§ Records from a dataset:
------------------------

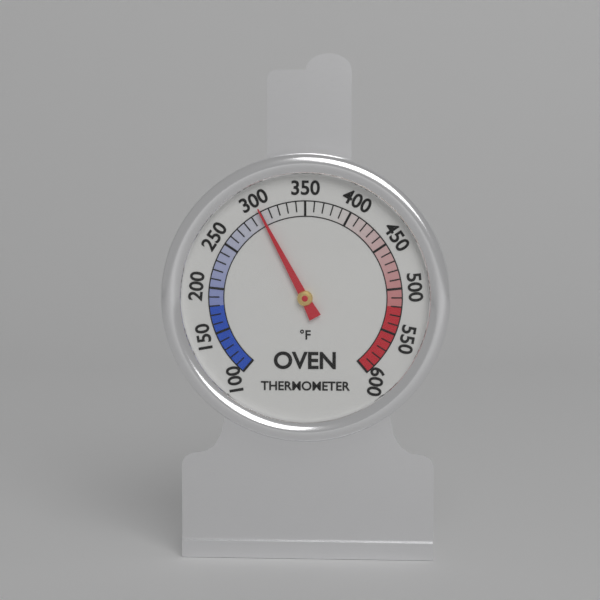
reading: 300 °F
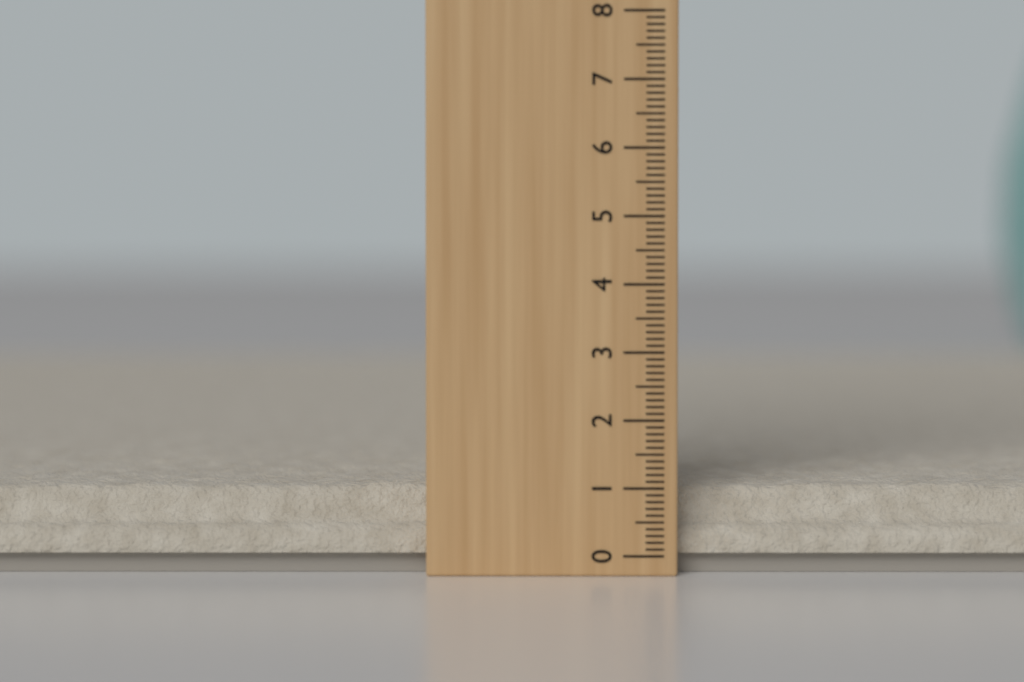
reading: 1.0 (no unit)
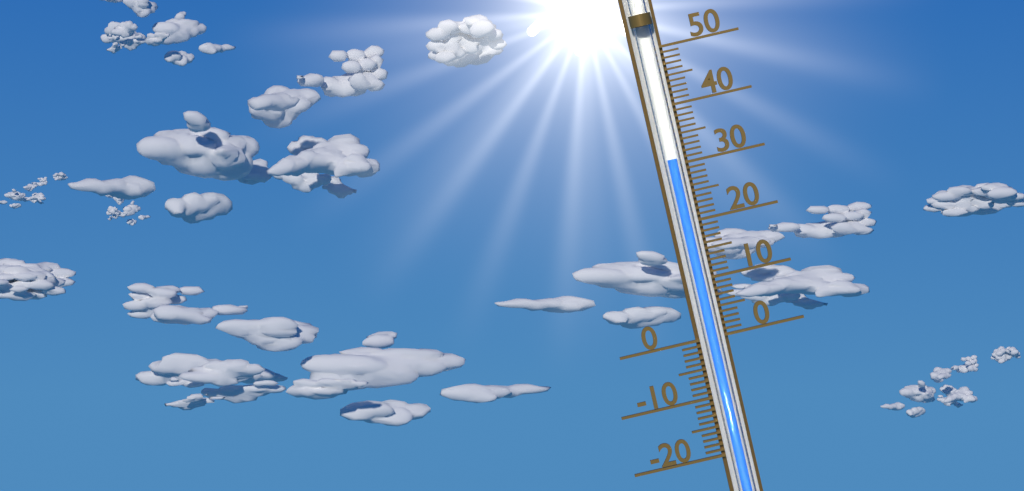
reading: 31 (no unit)
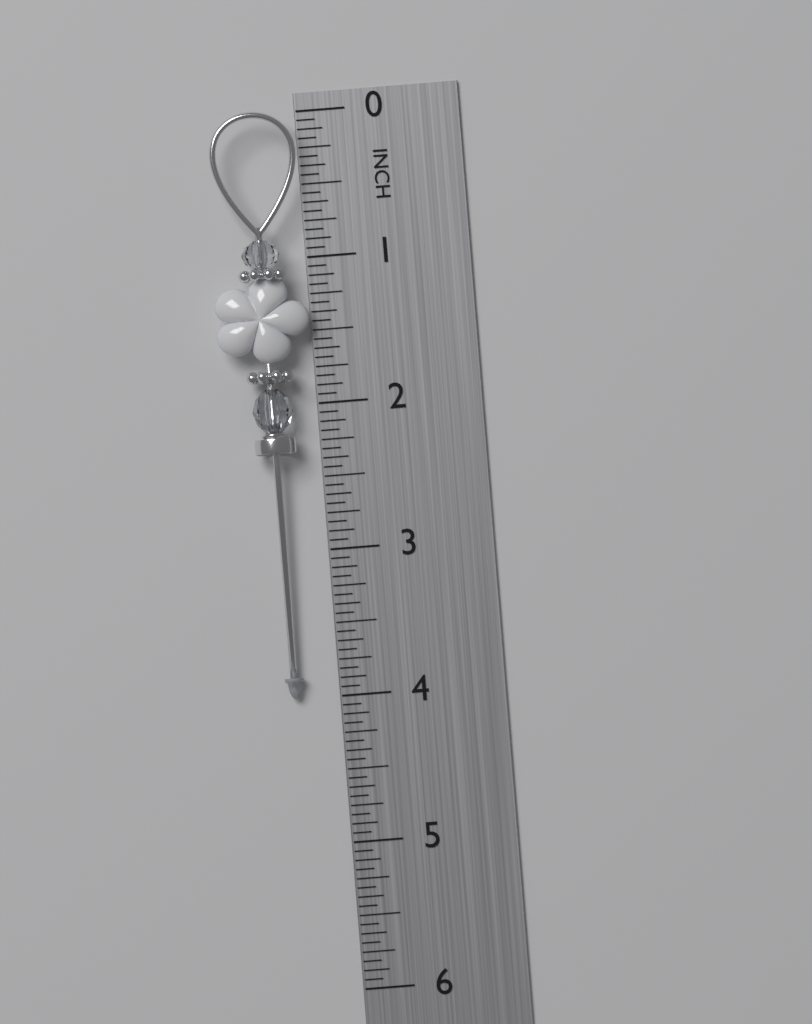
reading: 4.0000 in
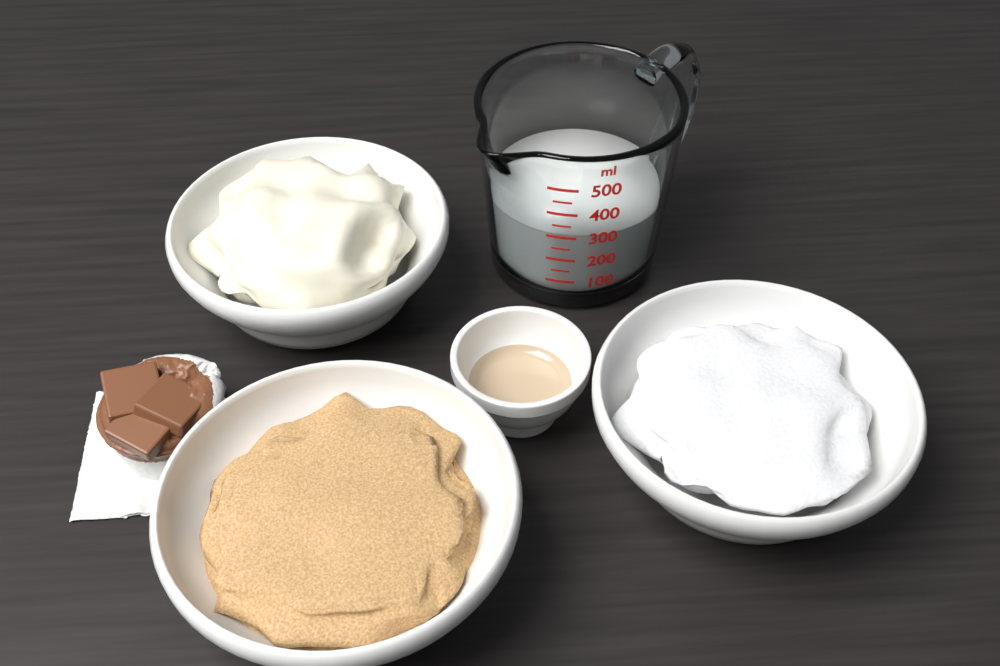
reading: 300 ml
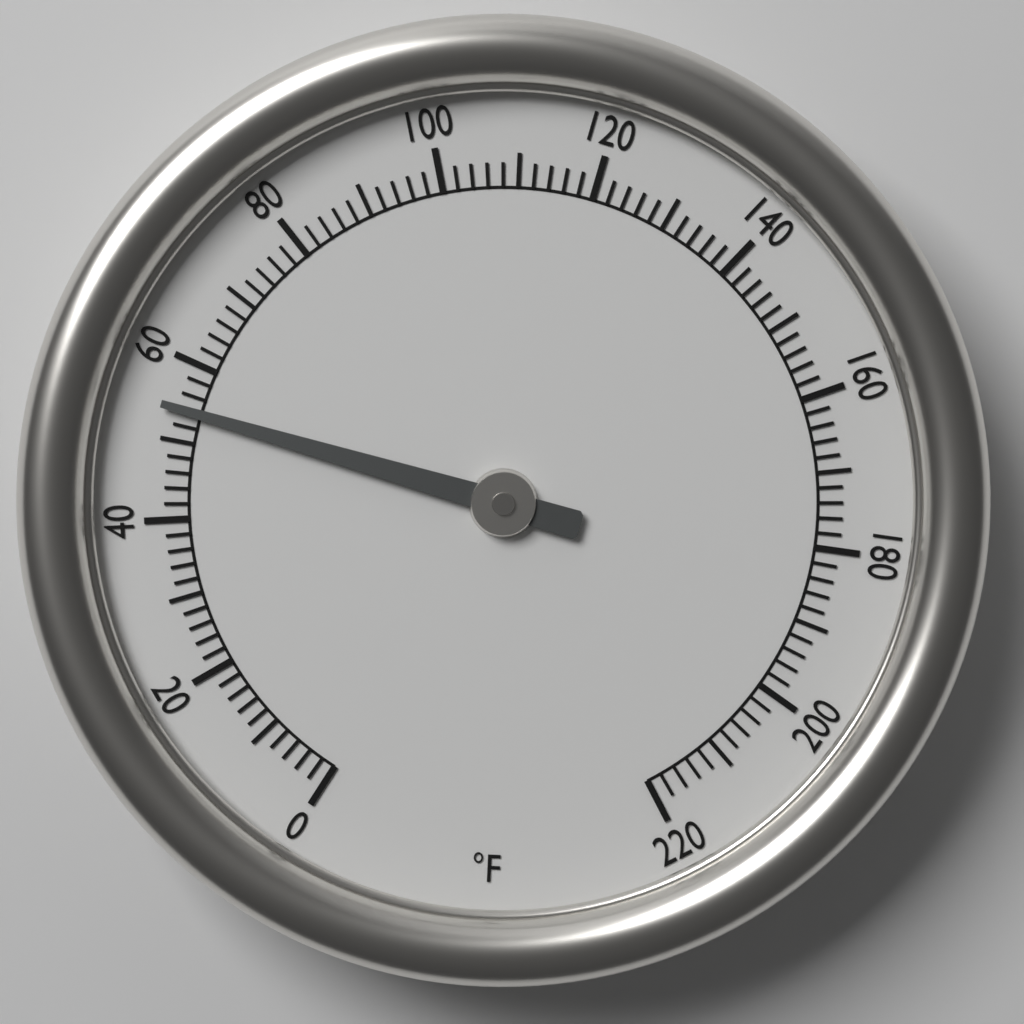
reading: 54 °F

------------------------

Verbatim copy, images excluded: transcribe all the entries above.

§ Written solution:
reading: 300 °F
reading: 1.0 (no unit)
reading: 31 (no unit)
reading: 4.0000 in
reading: 300 ml
reading: 54 °F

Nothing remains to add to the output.